Portrait of Antonin Artaud, by Arthur Hunter-Blair
There were signs: incoherent ramblings on YouTube where Jared Lee Loughner proclaimed himself "treasure of a new currency" and declared that his college practiced genocide and tortured students. He'd been suspended from Pima Community College last fall due to his classroom disruptions, one in which he insisted the number 6 was actually the number 18.
Regretfully there was no one listening to this disturbed 22-year-old, his internet delusions and festering rage. No one to educate him about the severity of his own mental illness in time to save others. Many speculate the diagnosis is schizophrenia or paranoia. About 1% of the U.S. population suffers from schizophrenia. Yet psychosis is part of all of us in varying degrees. The word in its Latin and Greek root means animating principle of life. I think of Vincent Van Gogh's "Starry Night." Also the troubled French artist Antonin Artaud whose Theater of Cruelty was marked by wild cries and a return to preverbal expression: "If I could be but one sound -- I would be one long scream!!!"
R.D. Laing says the psychotic is consumed by fear of self-loss through fragmentation. The act of encountering the other is experienced as annihilating. In Laing's description, there is a warring division between body and "self." While the self wishes to be embedded in the body, it's afraid to lodge there for fear of being viciously attacked. In defense, the disembodied self scrutinizes what the body feels and experiences -- as if from the perspective of another.
What does the Tucson tragedy tell us about the psychotic divides within America and our encounters with "others"? Did Loughner act out the violent political rhetoric of conservatives like Sarah Palin, who "targeted" Democratic opponents including Gabrielle Giffords? Does he embody, simultaneously, the splintering of the Left -- the dark side of liberal thought?
In my online psychohistory forum, Clio's Psyche, Merle Molofsky puts it this way: "What social factors serve as triggers for psychotic enactment? What rhetoric enflames the psychotic imagination? What aspect of that rhetoric represents the psychotic shadow side of a culture?"
Psychohistory is the study of how psychology motivates historical events. It looks at and listens to the emotional origins of group behavior. It also considers how an individual's acts may reflect something of a collective mind. While a psychotherapist helps an individual evolve and become more self-aware, psychohistorians help groups understand themselves. They hold up a mirror to collective identity.
Clio's Psyche participant, Joel Markowitz argues that gun mentality lies at the root of our country's psychotic character: "The 'gun-belt,' which is most-concentrated in the West and South, stretches across the nation. Easterners regularly condemn it, without understanding its nature; its history; its contributions to our history."
With reference to Born Fighting, a book in which Democratic Senator of Virginia Jim Webb writes of his own people, the Scots-Irish, Joel goes on to suggest these people have been:
"The backbone of the gun-people. They've also been the backbone of the American military establishment from our very beginnings. In all of our wars, they enlisted in disproportionate numbers; they suffered disproportionate casualties; they won a disproportionate numbers of citations; they provided our best generals, officers and soldiers; and some of our best legislators. We must acknowledge and be grateful for those sacrifices; one must admire their courage and fighting abilities and their devotion to this nation... But they have also represented a primitive and reactionary force in the American group mind. They contribute to our excessive use of guns and violence to solve problems."
Gun culture and the hate speech of our current politicians is a deadly mix. Violent metaphors from the political stage (of reloading, "going rogue," armed revolution, Armageddon) are echoed throughout our partisan media and leave an indelible trace on unbalanced people. In some circumstances, these individuals become representative of a group with murderous wishes and act out their fantasies. Paranoid-schizophrenic people, especially, tend to interpret the things said in mass media as communications to them personally.
Another forum friend cites Freud in Dostoevsky and Parricide with reference to the Arizona shootings: "It is a matter of indifference who actually committed the crime; psychology is only concerned to know who desired it emotionally and who welcomed it when it was done." Did Loughner act alone in a paroxysm of madness or is the assailant proof of something more systemic in the U.S.?
Some legislators advocate reintroducing the Fairness Doctrine, repealed in 1987, which required news broadcasters to present multiple sides of a controversial issue and expose viewers to diverse viewpoints on hot button topics such as gun control. The abolition of this policy has led to the rise of polarized political positions as those aired on outlets such as Fox News, widely criticized for its conservative bias.
What do you think, dear reader? Is Loughner just an aberrant, crazy loner or is he symptomatic of a larger problem within the U.S.? What do you see in these recent dreadful events?
Clio's Psyche
Thanks to Arthur Hunter-Blair for the use of his painting.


- _EXERCISE DESCRIPTION_:
Return, from the listing below, every line that includes "node".

- _THE INPUT_:
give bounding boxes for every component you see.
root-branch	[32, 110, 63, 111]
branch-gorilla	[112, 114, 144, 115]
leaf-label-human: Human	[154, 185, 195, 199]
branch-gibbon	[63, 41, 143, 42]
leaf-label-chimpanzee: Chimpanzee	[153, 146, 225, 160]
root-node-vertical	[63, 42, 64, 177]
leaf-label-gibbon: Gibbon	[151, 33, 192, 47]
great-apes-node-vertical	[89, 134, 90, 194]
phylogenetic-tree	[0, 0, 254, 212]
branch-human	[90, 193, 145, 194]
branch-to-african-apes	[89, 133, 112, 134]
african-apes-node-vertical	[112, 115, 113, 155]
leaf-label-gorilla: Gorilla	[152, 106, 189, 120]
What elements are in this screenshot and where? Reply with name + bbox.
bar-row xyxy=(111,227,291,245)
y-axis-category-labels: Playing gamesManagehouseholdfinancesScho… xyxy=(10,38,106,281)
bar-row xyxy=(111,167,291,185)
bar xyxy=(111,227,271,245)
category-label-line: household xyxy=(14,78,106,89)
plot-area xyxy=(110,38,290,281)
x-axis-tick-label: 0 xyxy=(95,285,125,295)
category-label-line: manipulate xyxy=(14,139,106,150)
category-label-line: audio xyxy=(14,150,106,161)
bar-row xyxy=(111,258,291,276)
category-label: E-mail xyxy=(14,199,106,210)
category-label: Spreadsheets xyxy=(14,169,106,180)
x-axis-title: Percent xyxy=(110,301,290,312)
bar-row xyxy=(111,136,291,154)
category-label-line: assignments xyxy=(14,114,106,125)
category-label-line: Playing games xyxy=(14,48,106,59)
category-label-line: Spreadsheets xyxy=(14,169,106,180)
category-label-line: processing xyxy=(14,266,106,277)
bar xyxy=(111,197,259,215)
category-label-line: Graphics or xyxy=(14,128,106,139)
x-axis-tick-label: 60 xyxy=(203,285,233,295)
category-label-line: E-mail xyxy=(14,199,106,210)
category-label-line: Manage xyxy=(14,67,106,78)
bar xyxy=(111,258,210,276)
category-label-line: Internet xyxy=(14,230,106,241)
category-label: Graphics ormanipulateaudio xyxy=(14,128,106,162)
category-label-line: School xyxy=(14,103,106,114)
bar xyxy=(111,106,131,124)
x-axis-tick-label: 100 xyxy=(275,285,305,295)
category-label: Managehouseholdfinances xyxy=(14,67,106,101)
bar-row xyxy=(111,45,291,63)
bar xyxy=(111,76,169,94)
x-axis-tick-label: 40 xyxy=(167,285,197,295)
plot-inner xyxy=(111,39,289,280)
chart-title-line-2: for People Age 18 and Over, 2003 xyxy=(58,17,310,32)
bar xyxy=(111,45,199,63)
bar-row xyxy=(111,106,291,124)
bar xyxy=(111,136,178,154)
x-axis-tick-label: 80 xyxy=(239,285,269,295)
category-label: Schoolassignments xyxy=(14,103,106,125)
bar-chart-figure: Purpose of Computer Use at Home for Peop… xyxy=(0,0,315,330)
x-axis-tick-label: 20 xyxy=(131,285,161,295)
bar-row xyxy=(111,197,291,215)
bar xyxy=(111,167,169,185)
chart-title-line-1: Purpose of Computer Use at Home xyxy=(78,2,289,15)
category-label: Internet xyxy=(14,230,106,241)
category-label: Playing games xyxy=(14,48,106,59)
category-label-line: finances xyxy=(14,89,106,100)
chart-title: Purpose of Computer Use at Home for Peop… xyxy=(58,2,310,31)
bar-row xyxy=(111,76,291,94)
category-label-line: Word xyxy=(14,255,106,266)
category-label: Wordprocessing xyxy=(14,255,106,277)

- _EXERCISE RESULT_:
root-node-vertical	[63, 42, 64, 177]
great-apes-node-vertical	[89, 134, 90, 194]
african-apes-node-vertical	[112, 115, 113, 155]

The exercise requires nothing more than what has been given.